Thursday, January 09, 2025

In A Nutshell

During normal times, the Supreme Court would treat this rather embarrassing piece of legal writing as a throwaway. It certainly deserves to be laughed out of court and mocked in the court of public opinion. But these are not normal times, and this is not a normal Supreme Court majority. After all, last summer it gifted Trump the constitutional right to commit crimes using the powers of the Oval Office—a right that appears nowhere in the Constitution itself and contradicts its text. Yet like Trump himself under Trump v. U.S., the justices are unaccountable, and they know it—even if they violate the Constitution itself.
Justice Alito thinks Congress has no authority to establish an enforceable ethics code over the Supreme Court. This despite the fact Congress has explicit Constitutional authority over the President (Art. II), including the power to remove the officeholder through impeachment; the same authority over federal judges (including Supreme Court Justices); but Congress alone has the authority to police its own membership (stated in Art. I).

And Art. III gives Congress authority to establish the federal judiciary, with one Supreme Court with a Chief Justice. But these are titles only. Congress establishes the size of the court and the jurisdiction of the court, which means it determines what cases the court hears, and what control the Court has over its own docket. It can also override the Court’s Marbury granted constitutional determinations with constitutional amendments (which must originate in Congress), as it has at least twice (the 14th and 22nd Amendments). The idea that the Court is co-equal to Congress is farcical. The idea the Congress cannot enforce ethical standards on the Court is as ludicrous as saying Congress cannot impeach the President for bribery. But the Court very nearly said that in Trump v US (and arguably said the President can’t be prosecuted for bribery).

In other words, the Justices are unaccountable only because they say they are. Their accountability traditionally lay in their reliance on the other branches of government supporting their rulings; in law enforcement or accepting that laws are unenforceable because they are declared unconstitutional.  Erode that support and suddenly the Court is on an ocean side cliff about to collapse into the sea. But Chief Justice Roberts just got through blaming everyone else for that situation. He may imagine he is replicating the Warren Court in reverse, but even Justice Warren held the Brown decision until he got all nine justices to accept it. And the Warren Court expanded civil and legal rights, protecting more Americans from government. The Roberts Court is hellbent on reversing those protections. 

Roberts presides over a corrupt court (Thomas; Alito) that thumbs its nose at the rest of government and declares itself first among equals. While simultaneously demanding fealty and even support for all its rulings, no matter how poorly grounded they are in law. The Warren Court may have been radical, but it was the Berger Court that gave us the sound result but arguable legal reasoning of Roe which the Roberts Court overturned with even weaker legal arguments. And then, with flimsier legal analysis than Roe or Dobbs, handed down Trump v. U.S., which apparently the CJ thinks the country should thank him for. Even though it outraged every one to the left of MAGA.

Will the rubber band snap back? It has to. The Supreme Court is not first among equals.. It’s not even co-equal. It has the authority Congress grants and the people (partly through their representatives) recognizes. Nothing more. Sooner or later the Court will have to be reminded of that fact. And that realignment can be enlightening; or it can be ugly. 

My crystal ball is cloudy. 🔮 The rapprochement is inevitable. How it comes remains to be seen.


▸ Task
The lines to copy run from the one containing "Image resolution: width=1294" to the last line of the entries; output those lines exactly and only them, without pictures.

# # #

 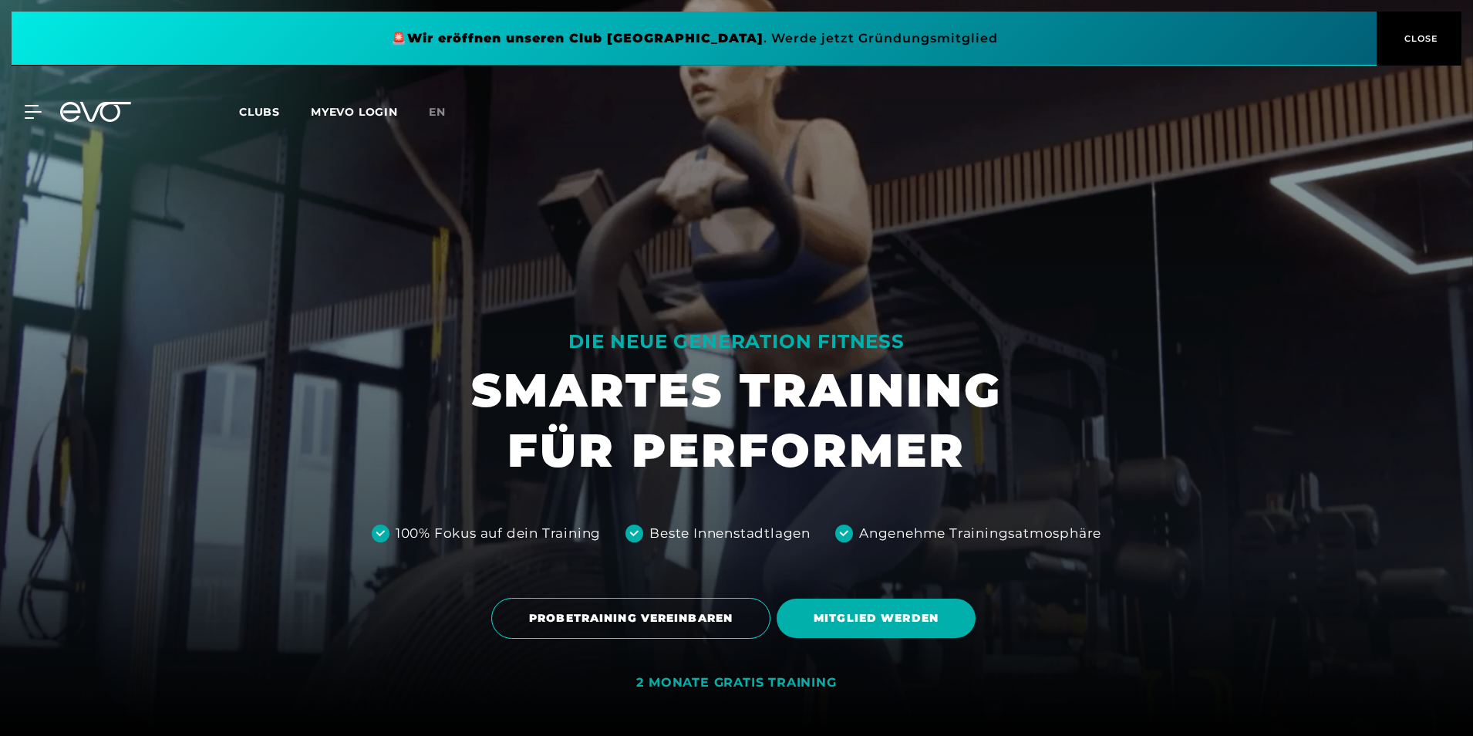 What do you see at coordinates (631, 618) in the screenshot?
I see `span: PROBETRAINING VEREINBAREN` at bounding box center [631, 618].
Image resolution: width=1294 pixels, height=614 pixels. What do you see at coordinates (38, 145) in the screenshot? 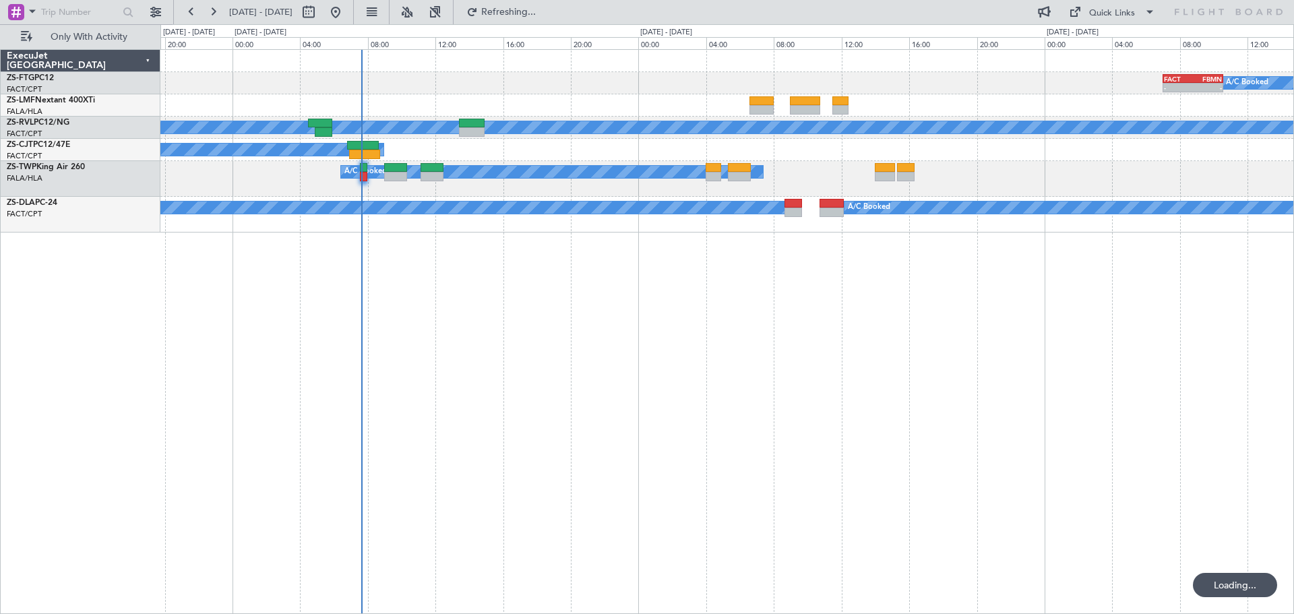
I see `a: ZS-CJTPC12/47E` at bounding box center [38, 145].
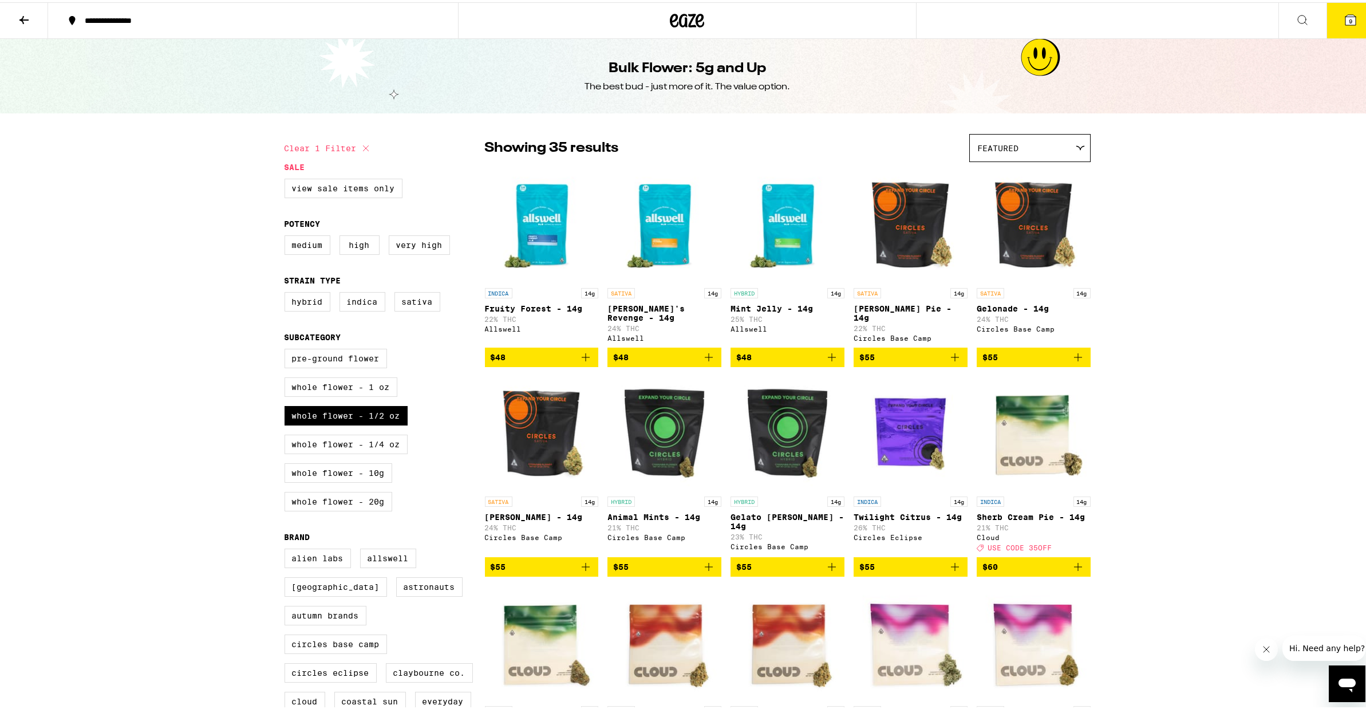 Image resolution: width=1366 pixels, height=709 pixels. Describe the element at coordinates (542, 255) in the screenshot. I see `a: Open page for Fruity Forest - 14g from Allswell` at that location.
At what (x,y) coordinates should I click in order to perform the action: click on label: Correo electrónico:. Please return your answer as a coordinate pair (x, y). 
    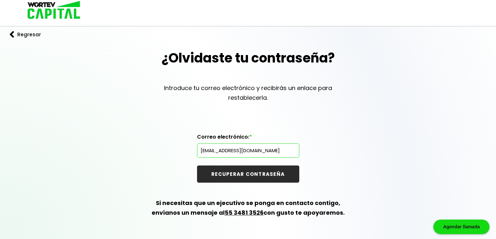
    Looking at the image, I should click on (248, 139).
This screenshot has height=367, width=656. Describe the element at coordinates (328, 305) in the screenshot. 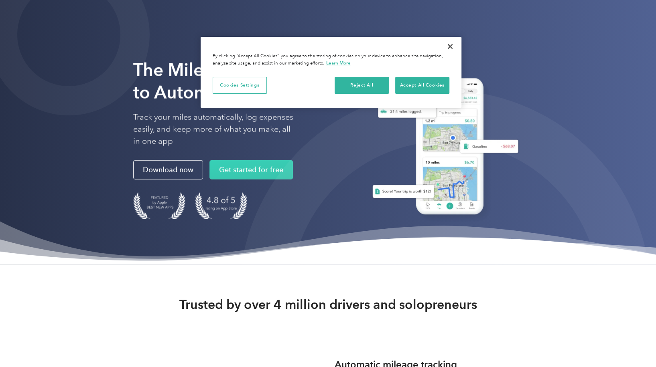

# # #

▸ Exercise result
Image resolution: width=1294 pixels, height=614 pixels. What do you see at coordinates (38, 145) in the screenshot? 
I see `a: ZS-CJTPC12/47E` at bounding box center [38, 145].
 Image resolution: width=1366 pixels, height=709 pixels. Describe the element at coordinates (542, 255) in the screenshot. I see `a: Open page for Fruity Forest - 14g from Allswell` at that location.
At what (x,y) coordinates should I click in order to perform the action: click on label: Correo electrónico:. Please return your answer as a coordinate pair (x, y). 
    Looking at the image, I should click on (248, 139).
This screenshot has height=367, width=656. Describe the element at coordinates (328, 305) in the screenshot. 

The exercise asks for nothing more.